Hacker News new | ask | show | jobs
by esw 4144 days ago
3D printing reminds me so much of the early days of personal computing - it was an expensive hobby for techies, the equipment was hard to configure, and the everyday (practical) uses of the technology weren't immediately clear. But like personal computing, I have no doubt that 3D printing will become an essential part of our daily lives in the decades to come.
1 comments

Just like today's printer cartridges, the 'print material' used by 3D printers is insanely expensive. That's gotta change for any essential daily lives application.
But today's printers share lots of daily lives applications despite the high cost of supplies. It all depends on the value of outcome and how easily one operates the device.

I'm sure 3d printer tech will end up with ready to use devices, printing metals as well as various kinds of other materials. I may prefer buying a panel and electronics, and print my own metal enclosure for my next monitor (or external disk or electric outlet or back cover of my phone or... you get the idea). Cost will be a factor, but after the utility.

Really? My impression has been that filament is pretty cheap e.g. < $30 per kg. For printing small objects, enclosures, small replacement parts etc, the filament cost has been pretty much negligible. That's why a lot of 3D print shops end up telling people just to buy their own printer if their doing any reasonable volume, because once the capital cost is out of the way, the consumables are fairly inexpensive.
$30 is ridiculous. ABS plastic is around $1,000 per ton (or cheaper if you buy 10 tons). Does it really cost so much to make a wire out of the granules?
That means there's approximately a 30x markup from raw ABS to a spool of 3D printing filament being sold over the counter in a shop to a consumer. I don't know how much filament costs if you buy industrial quantities rather than consumer ones.

To be honest I don't know enough about industrial pricing to understand if it's ridiculous or not, 30x from raw material to something being retailed at a consumer level doesn't seem unbelievable to me.

Markup on a black ink cartridge (the original comparison) is something in the region of 200x, so nearly an order of magnitude higher.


• What to do: Your task is to copy exactly the lines from the line containing "inspect for *human head*." through the end of the listing below, with pictures left out.

• Records for this task:
------------------------------------------------------------

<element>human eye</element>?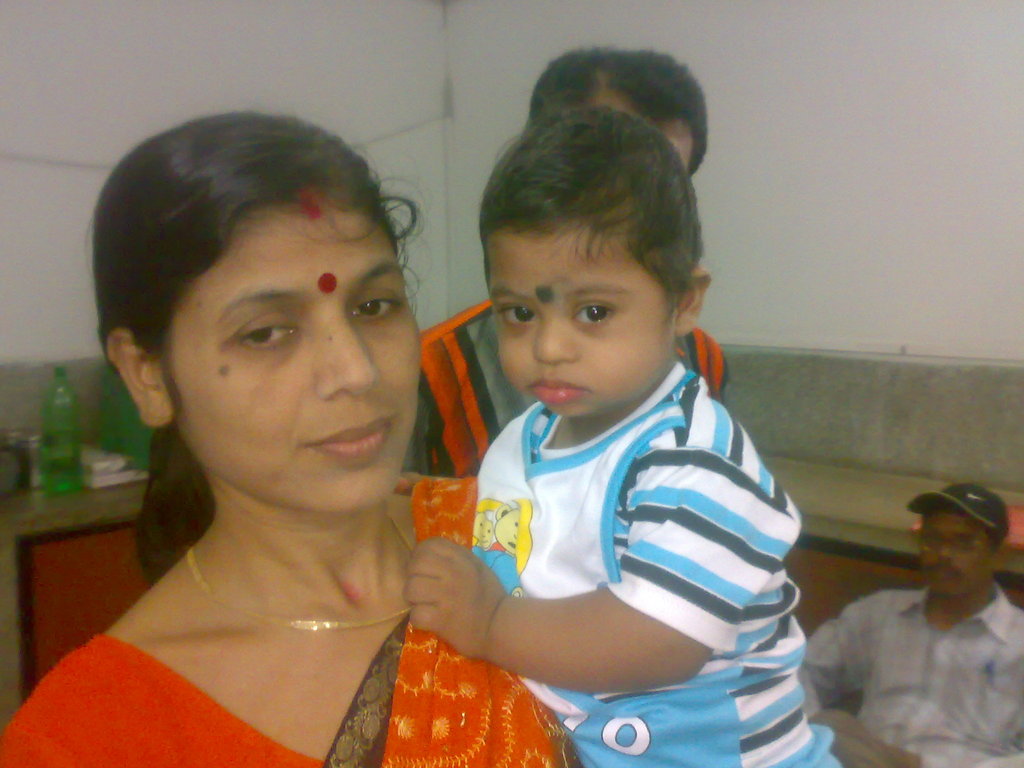
961,540,977,554
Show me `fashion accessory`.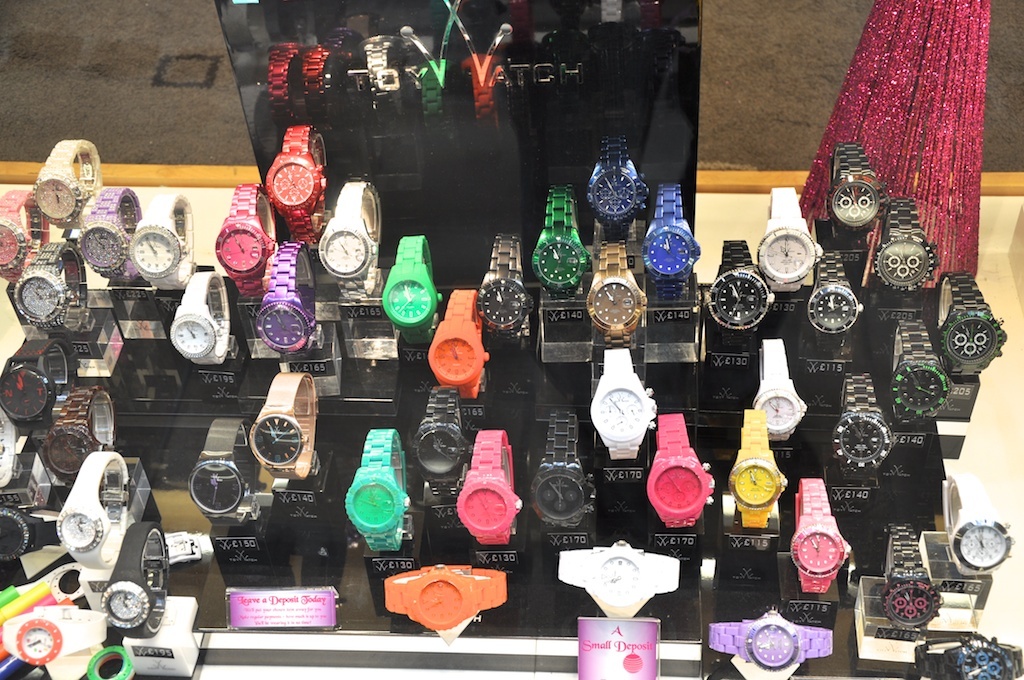
`fashion accessory` is here: select_region(891, 315, 948, 425).
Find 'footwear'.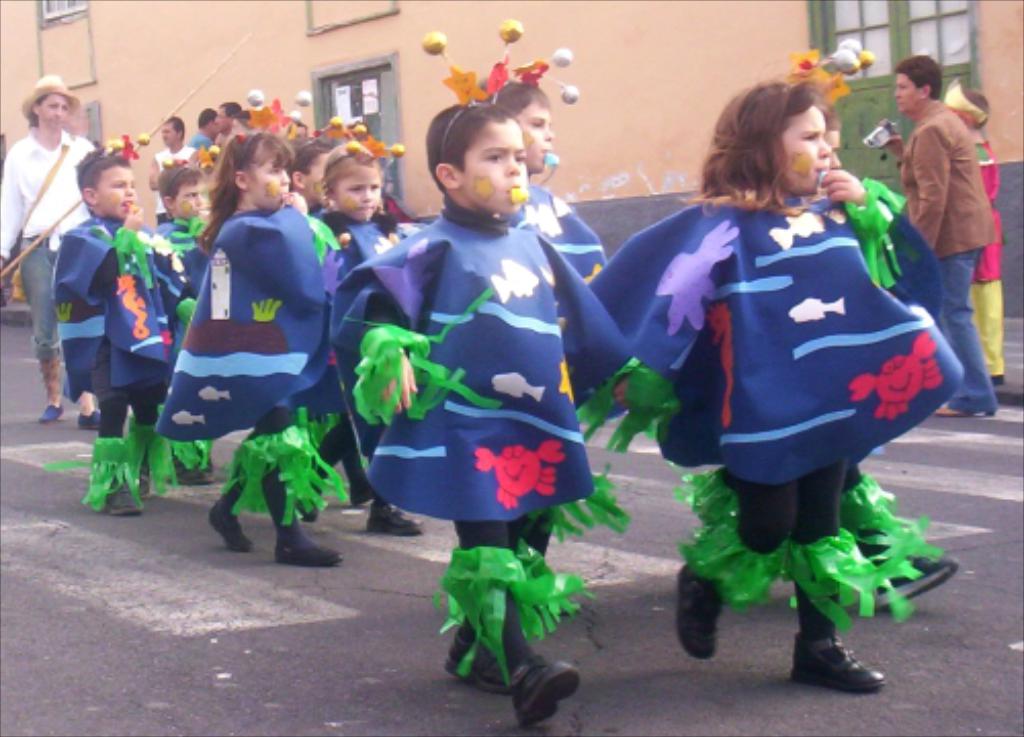
[176,469,217,481].
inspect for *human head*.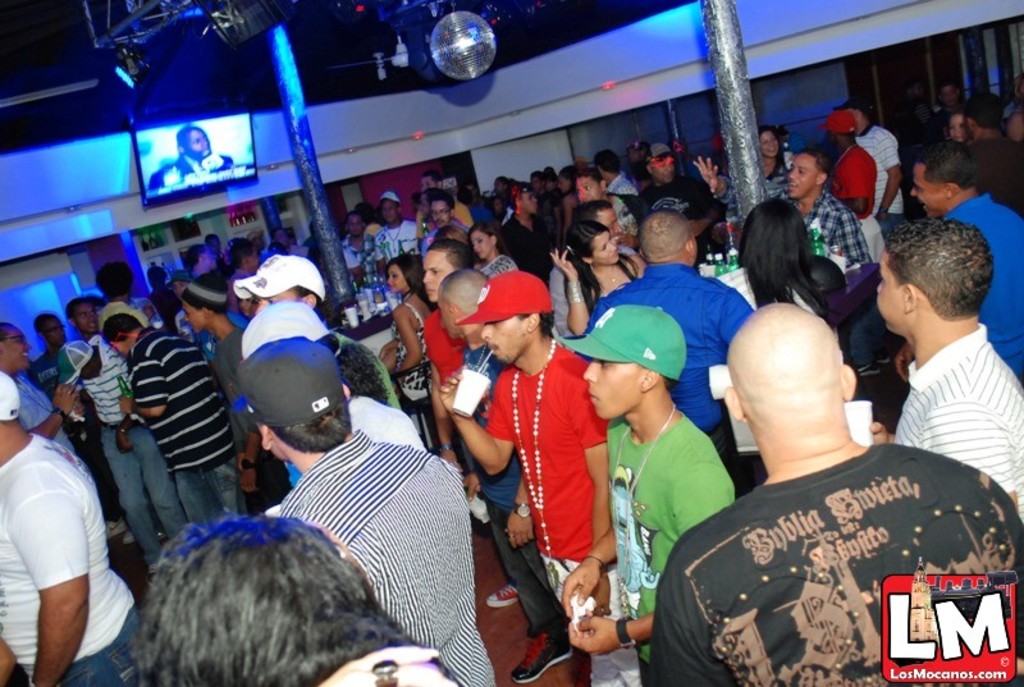
Inspection: <region>180, 243, 218, 272</region>.
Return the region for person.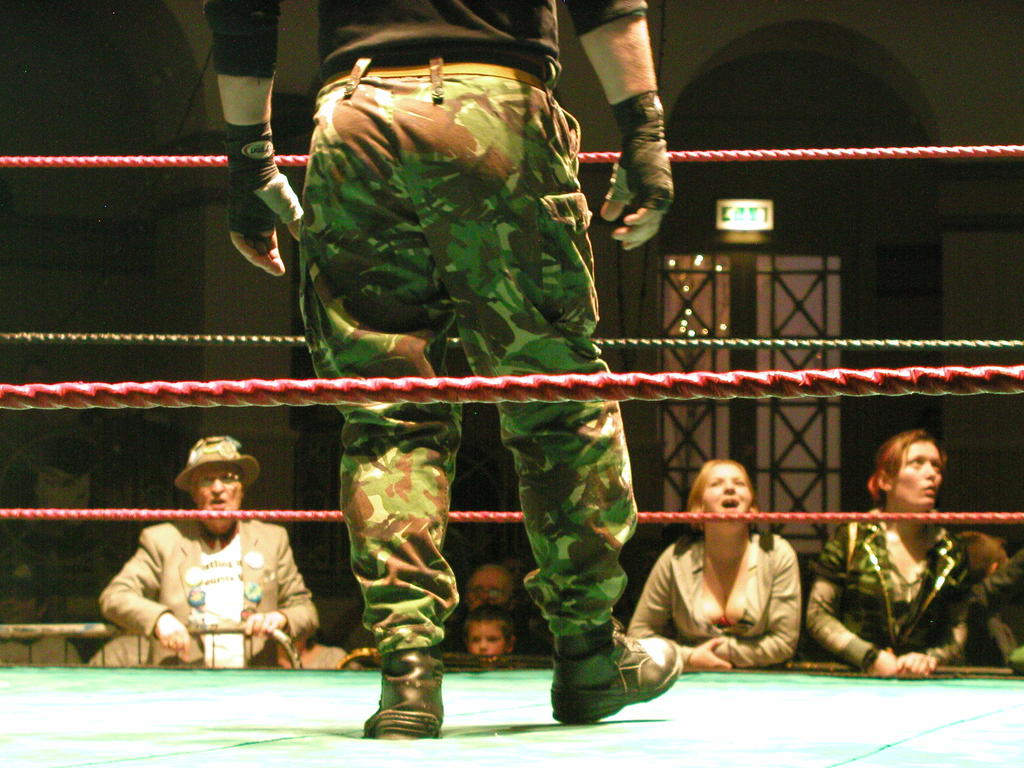
Rect(845, 417, 980, 698).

------------------------------------------------------------

• Answer space:
inspect for *human head*.
Inspection: <region>180, 243, 218, 272</region>.
Return the region for person.
Rect(845, 417, 980, 698).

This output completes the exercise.